Preservation age table
Your preservation age depends on your date of birth. This is critical because it influences when you may be able to access super under a condition of release.
| Date of birth | Preservation age | Planning implication |
|---|---|---|
| Before 1 July 1960 | 55 | Earlier access age under historical rules. |
| 1 July 1960 to 30 June 1961 | 56 | Transition stage in preservation age increase. |
| 1 July 1961 to 30 June 1962 | 57 | Useful for early retirement modelling. |
| 1 July 1962 to 30 June 1963 | 58 | Common range for current pre-retirees. |
| 1 July 1963 to 30 June 1964 | 59 | Often relevant for transition-to-retirement planning. |
| After 30 June 1964 | 60 | Current standard preservation age for younger cohorts. |
When the estimate can differ from your actual ATO position
A calculator is only as good as its assumptions. The estimate can differ from your actual legal or tax position if any of the following apply:
- you have multiple super interests with different tax component structures
- you already have an existing retirement phase income stream
- your personal transfer balance cap is less than the general cap because you used part of it before indexation
- you commute, roll back, or restructure pensions before or after commencement
- the benefit is paid from an untaxed source or a defined benefit interest
- special conditions of release or death benefit rules apply
These are exactly the scenarios where professional advice becomes valuable. A high-quality calculator helps you ask better questions, but it should not be used as a substitute for tailored advice.
Practical examples
Example 1: Full pension commencement
A 62-year-old has $1,200,000 in super, including a tax-free component of $300,000. They start an account-based pension with $1,000,000. The tax-free percentage is 25%. The pension commencement amount therefore contains $250,000 tax-free and $750,000 taxable. If their applicable general cap is $1.9 million and they have no previous retirement phase pensions, they still have $900,000 of general cap space remaining.
Example 2: Partial pension commencement
A 59-year-old has $700,000 in super, including a tax-free component of $70,000. They move $300,000 into retirement phase and keep the rest in accumulation. Their tax-free percentage is 10%, so the crystallised pension amount contains $30,000 tax-free and $270,000 taxable.
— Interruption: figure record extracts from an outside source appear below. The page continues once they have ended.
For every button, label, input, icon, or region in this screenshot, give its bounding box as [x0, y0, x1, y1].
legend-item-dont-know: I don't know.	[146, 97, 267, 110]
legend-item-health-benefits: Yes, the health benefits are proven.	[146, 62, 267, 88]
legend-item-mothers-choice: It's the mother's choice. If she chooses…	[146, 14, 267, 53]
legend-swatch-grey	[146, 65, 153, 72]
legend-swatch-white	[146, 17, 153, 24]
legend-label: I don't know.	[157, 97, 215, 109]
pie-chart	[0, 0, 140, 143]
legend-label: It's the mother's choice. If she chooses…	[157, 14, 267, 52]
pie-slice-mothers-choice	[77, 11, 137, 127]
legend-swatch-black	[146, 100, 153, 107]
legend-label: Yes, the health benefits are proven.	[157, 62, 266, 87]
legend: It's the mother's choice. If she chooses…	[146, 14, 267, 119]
If this is their first retirement phase pension, only $300,000 is counted against the transfer balance cap, not the full $700,000 balance.
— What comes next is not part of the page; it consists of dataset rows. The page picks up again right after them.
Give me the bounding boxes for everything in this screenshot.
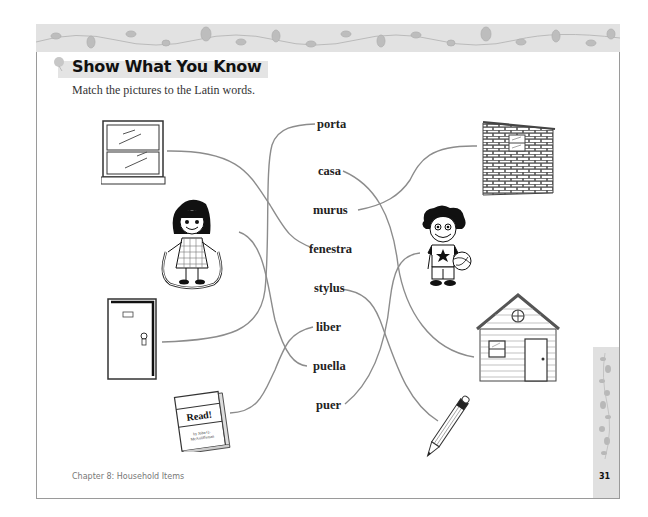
vine-decoration-icon <box>593 347 619 467</box>
line-girl-puella <box>239 232 307 366</box>
window-picture[interactable] <box>101 120 167 186</box>
book-icon: Read! by John Q. McAuliffeman <box>170 390 234 452</box>
line-book-liber <box>230 327 313 413</box>
word-liber[interactable]: liber <box>316 320 341 335</box>
house-picture[interactable] <box>475 293 561 385</box>
word-casa[interactable]: casa <box>318 164 341 179</box>
word-stylus[interactable]: stylus <box>314 281 345 296</box>
chapter-footer: Chapter 8: Household Items <box>72 472 184 481</box>
word-porta[interactable]: porta <box>317 117 346 132</box>
word-puer[interactable]: puer <box>316 398 341 413</box>
door-picture[interactable] <box>107 298 163 382</box>
page-number: 31 <box>599 472 610 481</box>
word-murus[interactable]: murus <box>313 203 348 218</box>
boy-picture[interactable] <box>418 205 482 295</box>
matching-lines <box>0 0 648 517</box>
pencil-picture[interactable] <box>422 390 472 466</box>
girl-picture[interactable] <box>160 196 240 292</box>
book-picture[interactable]: Read! by John Q. McAuliffeman <box>170 390 234 452</box>
line-wall-murus <box>358 146 477 210</box>
word-fenestra[interactable]: fenestra <box>309 242 352 257</box>
word-puella[interactable]: puella <box>313 359 346 374</box>
brick-wall-picture[interactable] <box>481 121 557 197</box>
How to use this calculator effectively
- Use the latest member statement or fund report to identify your current total balance and tax-free component.
- Decide how much you intend to move into pension phase or withdraw as a lump sum.
- Select the relevant transfer balance cap year as a starting point.
- Compare the output against your broader retirement income plan, including cash flow, Age Pension strategy, tax, and estate planning.
It is also smart to run several scenarios. For example, compare a full pension commencement against a partial one, or test whether staying below a cap threshold affects your flexibility later.
Official sources worth checking
For the most reliable current rules, always verify your assumptions against official guidance. Good starting points include:
The ATO is the key authority for transfer balance cap rules, pension commencement treatment, tax components, and SMSF reporting obligations. Moneysmart is excellent for practical retirement planning and consumer-friendly explanations. Services Australia becomes relevant if your super decisions interact with Age Pension eligibility and asset or income tests.
Key takeaways
- The superannuation crystallisation concept usually refers to starting a pension or taking a benefit from super.
- The tax-free and taxable split is commonly determined by the proportioning rule.
- Starting a retirement phase pension generally creates a transfer balance account credit.
- The general transfer balance cap has increased from $1.6 million to $1.9 million over time.
- Your personal cap may differ from the general cap, especially if you were already in retirement phase before indexation.
- A calculator is best used as a planning tool, not as a substitute for personal advice or ATO confirmation.